When I learnt to play the guitar nearly 30 years ago, there weren't the resources there are today. Instantly available TAB of whatever tune you wanted? I wish! I bought 1 book and set about devouring it. If I wanted to learn a tune, I sat there and worked it out, If I couldn't work it out I was lucky enough to have a few friends who were better than me that maybe had worked it out and could give me a hint. I lived in a small village with no guitar teacher, so for 10 years, I taught myself. I got pretty good too. Jump to today. I teach fulltime and have done for nearly 20 years. I have seen a change in students. Now I'm not saying that resources aren't good, quiet the opposite, I love the amount of stuff available. But students are jumping on to youtube, looking for online lessons and trying to bypass the basics in the attempt to be Steve Vai next week, ( cos you can on Guitar Hero...that bloody game grrr)in doing so they get all the terms and none of the foundations.
You have to play the guitar, you have to live with it, have fun with it. The most important thing is PLAYING it. Play means have fun, not work. Get with other people and play things. Learn by interaction.
Get to feel what music is like. Feel the emotion, the dynamics, the essence of music. There are many guitarists who can play along with GP5 like demons but have completely missed Vibrato, bending and tone out. Lots of demi-semi-quavers does not a good guitarist make. Now I know most of you on here will be annoyed by my comments. Sorry but that is the way I see it. You fill your heads with "advanced" theory as you see it, most of it is pretty basic, and then try to reproduce a Dream Theater Epic, and wonder why you sound crap. Petrucci, not my favourite guitarist, has taken decades to get where he is and be able to do what he does. You are trying to replicate it after a month... get real! The rest get caught up in this guitar snobbery and don't think they will be taken seriously unless the can play erotomania with their bellends. Just ignore the cliques and crowd and play what you like and can do and let yourself progress at your pace.
There is more to this rant, but I'm guessing no one will read it anyway
Thats true! see it the same way, I wish I'd lived in a nearby past, 'cause I practice by myself, I close the door & just play random, but not too advanced (I'm not able!), I wish I'd lived in a nearby past to be 18 or more to be in woodstock '99!! But I like these times too... great blog!
I really hate the guitar snobbery. REALLY hate it. You should have pride in how far you've come on an instrument but it doesn't mean you have to try and be the top of some fictitious heirarchy.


> [Description of the task] Restate the records in full and exactly, with no images included.

Data extracted from a collection:
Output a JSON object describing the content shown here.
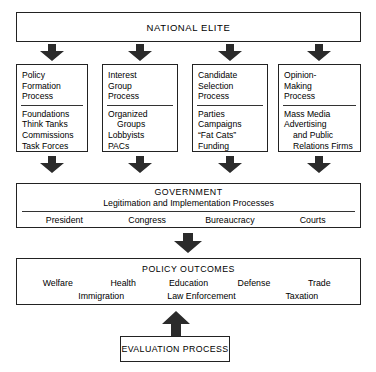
{
  "diagram": {
    "title_box": {
      "label": "NATIONAL ELITE"
    },
    "processes": [
      {
        "name": "policy-formation-process",
        "title": "Policy\nFormation\nProcess",
        "title_lines": [
          "Policy",
          "Formation",
          "Process"
        ],
        "items": [
          "Foundations",
          "Think Tanks",
          "Commissions",
          "Task Forces"
        ]
      },
      {
        "name": "interest-group-process",
        "title_lines": [
          "Interest",
          "Group",
          "Process"
        ],
        "items": [
          "Organized",
          "Groups",
          "Lobbyists",
          "PACs"
        ]
      },
      {
        "name": "candidate-selection-process",
        "title_lines": [
          "Candidate",
          "Selection",
          "Process"
        ],
        "items": [
          "Parties",
          "Campaigns",
          "“Fat Cats”",
          "Funding"
        ]
      },
      {
        "name": "opinion-making-process",
        "title_lines": [
          "Opinion-",
          "Making",
          "Process"
        ],
        "items": [
          "Mass Media",
          "Advertising",
          "and Public",
          "Relations Firms"
        ]
      }
    ],
    "government": {
      "title": "GOVERNMENT",
      "subtitle": "Legitimation and Implementation Processes",
      "branches": [
        "President",
        "Congress",
        "Bureaucracy",
        "Courts"
      ]
    },
    "policy_outcomes": {
      "title": "POLICY OUTCOMES",
      "row_top": [
        "Welfare",
        "Health",
        "Education",
        "Defense",
        "Trade"
      ],
      "row_bottom": [
        "Immigration",
        "Law Enforcement",
        "Taxation"
      ]
    },
    "evaluation": {
      "label": "EVALUATION PROCESS"
    },
    "arrows": {
      "down_icon": "arrow-down-icon",
      "up_icon": "arrow-up-icon"
    },
    "colors": {
      "arrow_fill": "#2b2b2b",
      "border": "#222222",
      "background": "#ffffff",
      "text": "#000000"
    }
  }
}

> [Output for this task]
Output a JSON object describing the content shown here.
{
  "diagram": {
    "title_box": {
      "label": "NATIONAL ELITE"
    },
    "processes": [
      {
        "name": "policy-formation-process",
        "title": "Policy\nFormation\nProcess",
        "title_lines": [
          "Policy",
          "Formation",
          "Process"
        ],
        "items": [
          "Foundations",
          "Think Tanks",
          "Commissions",
          "Task Forces"
        ]
      },
      {
        "name": "interest-group-process",
        "title_lines": [
          "Interest",
          "Group",
          "Process"
        ],
        "items": [
          "Organized",
          "Groups",
          "Lobbyists",
          "PACs"
        ]
      },
      {
        "name": "candidate-selection-process",
        "title_lines": [
          "Candidate",
          "Selection",
          "Process"
        ],
        "items": [
          "Parties",
          "Campaigns",
          "“Fat Cats”",
          "Funding"
        ]
      },
      {
        "name": "opinion-making-process",
        "title_lines": [
          "Opinion-",
          "Making",
          "Process"
        ],
        "items": [
          "Mass Media",
          "Advertising",
          "and Public",
          "Relations Firms"
        ]
      }
    ],
    "government": {
      "title": "GOVERNMENT",
      "subtitle": "Legitimation and Implementation Processes",
      "branches": [
        "President",
        "Congress",
        "Bureaucracy",
        "Courts"
      ]
    },
    "policy_outcomes": {
      "title": "POLICY OUTCOMES",
      "row_top": [
        "Welfare",
        "Health",
        "Education",
        "Defense",
        "Trade"
      ],
      "row_bottom": [
        "Immigration",
        "Law Enforcement",
        "Taxation"
      ]
    },
    "evaluation": {
      "label": "EVALUATION PROCESS"
    },
    "arrows": {
      "down_icon": "arrow-down-icon",
      "up_icon": "arrow-up-icon"
    },
    "colors": {
      "arrow_fill": "#2b2b2b",
      "border": "#222222",
      "background": "#ffffff",
      "text": "#000000"
    }
  }
}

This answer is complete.